Ben van Beurden says ‘another Brazil in terms of rainforest’ will help achieve UN target. Click on the link below to read the full article.
Protecting and restoring forests would reduce 18% of emissions by 2030 and help to avoid global temperature rise beyond 1.5C. Click on the link below to read the full article.
The Pacific's environmental agency says it's clear any warming above 1.5 degrees threatens the very fabric of Pacific islands and communities. Click on the link below to read the full article.
Please find SPREP’s Climate Change Matters newsletter for the period August-September, 2018. Click on the link below to access the newsletter.
Join us Thursday, October 11, 10 am EDT/7 am PDT/2 pm UTC/3 pm British Summer Time for a webinar on Implications of climate change for managing coastal and marine protected habitats and species, co-sponsored by the NOAA National MPA Center, MPA News, and the EBM Tools Network (co-c
Author of key UN climate report says limiting temperature rise would require enormous, immediate transformation in human activity. Click on the link below to read the full article.
Mounting scientific evidence is showing how Earth’s largest organisms can join forces with some of the smallest to combat climate change. Click on the link below to read the full article.
...King Tupou VI of Tonga was joined by a host of other Pacific Island leaders calling for action on what they saw as “the defining issue of our time”. Click on the link to read the full article
The joint initiative, worth €21 million, was launched during yesterday's One Planet Summit in New York...the EU, France, Australia and New Zealand have joined forces to make it a reality. Click on the link below to read the full article.
Deep reefs of the Great Barrier Reef offer limited thermal refuge during mass coral bleaching
Our rapidly warming climate is threatening coral reefs as thermal anomalies trigger mass coral bleaching events. Deep (or “mesophotic”) coral reefs are hypothesised to act as major ecological refuges from mass bleaching, but empirical assessments are limited. We evaluated the potential of mesophotic reefs within the Great Barrier Reef (GBR) and adjacent Coral Sea to act as thermal refuges by characterising long-term temperature conditions and assessing impacts during the 2016 mass bleaching event.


**Assigned task**.
Set down the data that follows again, exactly as written.
╔══
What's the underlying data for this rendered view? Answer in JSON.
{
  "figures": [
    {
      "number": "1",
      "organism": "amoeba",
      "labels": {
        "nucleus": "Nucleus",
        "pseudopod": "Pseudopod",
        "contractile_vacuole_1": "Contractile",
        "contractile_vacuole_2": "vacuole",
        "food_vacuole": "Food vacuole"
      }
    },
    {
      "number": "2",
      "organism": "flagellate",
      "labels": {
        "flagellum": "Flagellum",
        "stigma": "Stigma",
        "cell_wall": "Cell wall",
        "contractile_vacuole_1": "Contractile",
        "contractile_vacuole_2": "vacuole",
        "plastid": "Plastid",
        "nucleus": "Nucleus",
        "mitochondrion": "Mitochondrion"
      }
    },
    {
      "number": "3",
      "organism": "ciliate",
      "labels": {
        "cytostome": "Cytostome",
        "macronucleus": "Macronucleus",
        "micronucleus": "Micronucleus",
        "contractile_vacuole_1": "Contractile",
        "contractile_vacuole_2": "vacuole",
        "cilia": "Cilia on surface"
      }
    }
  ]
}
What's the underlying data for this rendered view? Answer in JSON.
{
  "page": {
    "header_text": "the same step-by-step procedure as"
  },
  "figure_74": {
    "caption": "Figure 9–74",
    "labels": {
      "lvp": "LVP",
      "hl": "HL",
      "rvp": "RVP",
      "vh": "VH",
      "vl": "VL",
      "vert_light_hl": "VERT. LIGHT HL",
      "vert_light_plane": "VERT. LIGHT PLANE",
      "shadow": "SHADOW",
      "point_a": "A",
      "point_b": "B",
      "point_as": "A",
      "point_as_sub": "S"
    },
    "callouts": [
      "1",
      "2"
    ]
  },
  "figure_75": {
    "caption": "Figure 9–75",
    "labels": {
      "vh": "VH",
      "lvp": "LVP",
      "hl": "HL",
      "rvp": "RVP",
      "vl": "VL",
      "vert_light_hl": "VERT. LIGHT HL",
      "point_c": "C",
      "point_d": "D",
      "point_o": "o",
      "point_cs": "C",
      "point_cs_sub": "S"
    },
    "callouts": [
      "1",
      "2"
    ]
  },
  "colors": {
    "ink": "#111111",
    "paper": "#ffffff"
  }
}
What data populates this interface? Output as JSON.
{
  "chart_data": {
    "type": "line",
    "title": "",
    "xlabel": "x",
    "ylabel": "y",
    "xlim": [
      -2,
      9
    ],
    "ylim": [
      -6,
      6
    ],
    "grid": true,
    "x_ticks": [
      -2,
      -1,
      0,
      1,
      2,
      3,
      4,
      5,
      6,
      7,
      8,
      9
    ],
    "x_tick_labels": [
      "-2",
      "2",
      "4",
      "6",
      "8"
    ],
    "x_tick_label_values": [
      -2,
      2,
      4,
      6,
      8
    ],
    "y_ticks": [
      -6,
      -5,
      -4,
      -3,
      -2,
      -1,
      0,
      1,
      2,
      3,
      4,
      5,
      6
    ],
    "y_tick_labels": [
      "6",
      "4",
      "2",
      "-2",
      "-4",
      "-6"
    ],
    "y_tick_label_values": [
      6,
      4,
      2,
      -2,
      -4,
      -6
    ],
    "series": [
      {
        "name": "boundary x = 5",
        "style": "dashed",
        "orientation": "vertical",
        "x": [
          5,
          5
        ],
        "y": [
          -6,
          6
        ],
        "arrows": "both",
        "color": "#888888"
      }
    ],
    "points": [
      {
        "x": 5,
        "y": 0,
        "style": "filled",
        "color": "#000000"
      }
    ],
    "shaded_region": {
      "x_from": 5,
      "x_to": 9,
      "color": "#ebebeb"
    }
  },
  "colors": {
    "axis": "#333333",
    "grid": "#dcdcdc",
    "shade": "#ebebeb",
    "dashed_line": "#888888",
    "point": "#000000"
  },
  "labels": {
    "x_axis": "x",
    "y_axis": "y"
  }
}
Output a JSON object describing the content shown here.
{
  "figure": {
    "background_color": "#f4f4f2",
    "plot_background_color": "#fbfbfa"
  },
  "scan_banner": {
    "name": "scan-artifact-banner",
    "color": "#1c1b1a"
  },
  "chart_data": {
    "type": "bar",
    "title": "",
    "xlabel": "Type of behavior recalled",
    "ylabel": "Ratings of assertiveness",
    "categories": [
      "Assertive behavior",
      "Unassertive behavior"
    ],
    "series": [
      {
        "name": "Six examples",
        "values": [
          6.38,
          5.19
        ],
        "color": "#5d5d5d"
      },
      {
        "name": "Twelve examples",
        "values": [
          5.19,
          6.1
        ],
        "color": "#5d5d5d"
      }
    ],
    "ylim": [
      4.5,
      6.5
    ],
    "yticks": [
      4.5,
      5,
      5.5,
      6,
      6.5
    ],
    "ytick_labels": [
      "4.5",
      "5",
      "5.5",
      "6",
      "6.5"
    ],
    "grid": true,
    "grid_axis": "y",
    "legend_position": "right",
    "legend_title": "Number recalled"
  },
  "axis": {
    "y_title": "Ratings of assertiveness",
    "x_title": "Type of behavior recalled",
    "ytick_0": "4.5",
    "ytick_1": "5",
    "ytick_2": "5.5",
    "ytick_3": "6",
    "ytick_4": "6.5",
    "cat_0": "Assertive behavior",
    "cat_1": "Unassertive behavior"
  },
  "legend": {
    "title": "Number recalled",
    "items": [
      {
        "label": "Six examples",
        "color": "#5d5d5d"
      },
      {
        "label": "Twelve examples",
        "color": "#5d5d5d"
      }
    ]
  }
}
╚══
**Result of this exercise**.
What's the underlying data for this rendered view? Answer in JSON.
{
  "figures": [
    {
      "number": "1",
      "organism": "amoeba",
      "labels": {
        "nucleus": "Nucleus",
        "pseudopod": "Pseudopod",
        "contractile_vacuole_1": "Contractile",
        "contractile_vacuole_2": "vacuole",
        "food_vacuole": "Food vacuole"
      }
    },
    {
      "number": "2",
      "organism": "flagellate",
      "labels": {
        "flagellum": "Flagellum",
        "stigma": "Stigma",
        "cell_wall": "Cell wall",
        "contractile_vacuole_1": "Contractile",
        "contractile_vacuole_2": "vacuole",
        "plastid": "Plastid",
        "nucleus": "Nucleus",
        "mitochondrion": "Mitochondrion"
      }
    },
    {
      "number": "3",
      "organism": "ciliate",
      "labels": {
        "cytostome": "Cytostome",
        "macronucleus": "Macronucleus",
        "micronucleus": "Micronucleus",
        "contractile_vacuole_1": "Contractile",
        "contractile_vacuole_2": "vacuole",
        "cilia": "Cilia on surface"
      }
    }
  ]
}
What's the underlying data for this rendered view? Answer in JSON.
{
  "page": {
    "header_text": "the same step-by-step procedure as"
  },
  "figure_74": {
    "caption": "Figure 9–74",
    "labels": {
      "lvp": "LVP",
      "hl": "HL",
      "rvp": "RVP",
      "vh": "VH",
      "vl": "VL",
      "vert_light_hl": "VERT. LIGHT HL",
      "vert_light_plane": "VERT. LIGHT PLANE",
      "shadow": "SHADOW",
      "point_a": "A",
      "point_b": "B",
      "point_as": "A",
      "point_as_sub": "S"
    },
    "callouts": [
      "1",
      "2"
    ]
  },
  "figure_75": {
    "caption": "Figure 9–75",
    "labels": {
      "vh": "VH",
      "lvp": "LVP",
      "hl": "HL",
      "rvp": "RVP",
      "vl": "VL",
      "vert_light_hl": "VERT. LIGHT HL",
      "point_c": "C",
      "point_d": "D",
      "point_o": "o",
      "point_cs": "C",
      "point_cs_sub": "S"
    },
    "callouts": [
      "1",
      "2"
    ]
  },
  "colors": {
    "ink": "#111111",
    "paper": "#ffffff"
  }
}
What data populates this interface? Output as JSON.
{
  "chart_data": {
    "type": "line",
    "title": "",
    "xlabel": "x",
    "ylabel": "y",
    "xlim": [
      -2,
      9
    ],
    "ylim": [
      -6,
      6
    ],
    "grid": true,
    "x_ticks": [
      -2,
      -1,
      0,
      1,
      2,
      3,
      4,
      5,
      6,
      7,
      8,
      9
    ],
    "x_tick_labels": [
      "-2",
      "2",
      "4",
      "6",
      "8"
    ],
    "x_tick_label_values": [
      -2,
      2,
      4,
      6,
      8
    ],
    "y_ticks": [
      -6,
      -5,
      -4,
      -3,
      -2,
      -1,
      0,
      1,
      2,
      3,
      4,
      5,
      6
    ],
    "y_tick_labels": [
      "6",
      "4",
      "2",
      "-2",
      "-4",
      "-6"
    ],
    "y_tick_label_values": [
      6,
      4,
      2,
      -2,
      -4,
      -6
    ],
    "series": [
      {
        "name": "boundary x = 5",
        "style": "dashed",
        "orientation": "vertical",
        "x": [
          5,
          5
        ],
        "y": [
          -6,
          6
        ],
        "arrows": "both",
        "color": "#888888"
      }
    ],
    "points": [
      {
        "x": 5,
        "y": 0,
        "style": "filled",
        "color": "#000000"
      }
    ],
    "shaded_region": {
      "x_from": 5,
      "x_to": 9,
      "color": "#ebebeb"
    }
  },
  "colors": {
    "axis": "#333333",
    "grid": "#dcdcdc",
    "shade": "#ebebeb",
    "dashed_line": "#888888",
    "point": "#000000"
  },
  "labels": {
    "x_axis": "x",
    "y_axis": "y"
  }
}
Output a JSON object describing the content shown here.
{
  "figure": {
    "background_color": "#f4f4f2",
    "plot_background_color": "#fbfbfa"
  },
  "scan_banner": {
    "name": "scan-artifact-banner",
    "color": "#1c1b1a"
  },
  "chart_data": {
    "type": "bar",
    "title": "",
    "xlabel": "Type of behavior recalled",
    "ylabel": "Ratings of assertiveness",
    "categories": [
      "Assertive behavior",
      "Unassertive behavior"
    ],
    "series": [
      {
        "name": "Six examples",
        "values": [
          6.38,
          5.19
        ],
        "color": "#5d5d5d"
      },
      {
        "name": "Twelve examples",
        "values": [
          5.19,
          6.1
        ],
        "color": "#5d5d5d"
      }
    ],
    "ylim": [
      4.5,
      6.5
    ],
    "yticks": [
      4.5,
      5,
      5.5,
      6,
      6.5
    ],
    "ytick_labels": [
      "4.5",
      "5",
      "5.5",
      "6",
      "6.5"
    ],
    "grid": true,
    "grid_axis": "y",
    "legend_position": "right",
    "legend_title": "Number recalled"
  },
  "axis": {
    "y_title": "Ratings of assertiveness",
    "x_title": "Type of behavior recalled",
    "ytick_0": "4.5",
    "ytick_1": "5",
    "ytick_2": "5.5",
    "ytick_3": "6",
    "ytick_4": "6.5",
    "cat_0": "Assertive behavior",
    "cat_1": "Unassertive behavior"
  },
  "legend": {
    "title": "Number recalled",
    "items": [
      {
        "label": "Six examples",
        "color": "#5d5d5d"
      },
      {
        "label": "Twelve examples",
        "color": "#5d5d5d"
      }
    ]
  }
}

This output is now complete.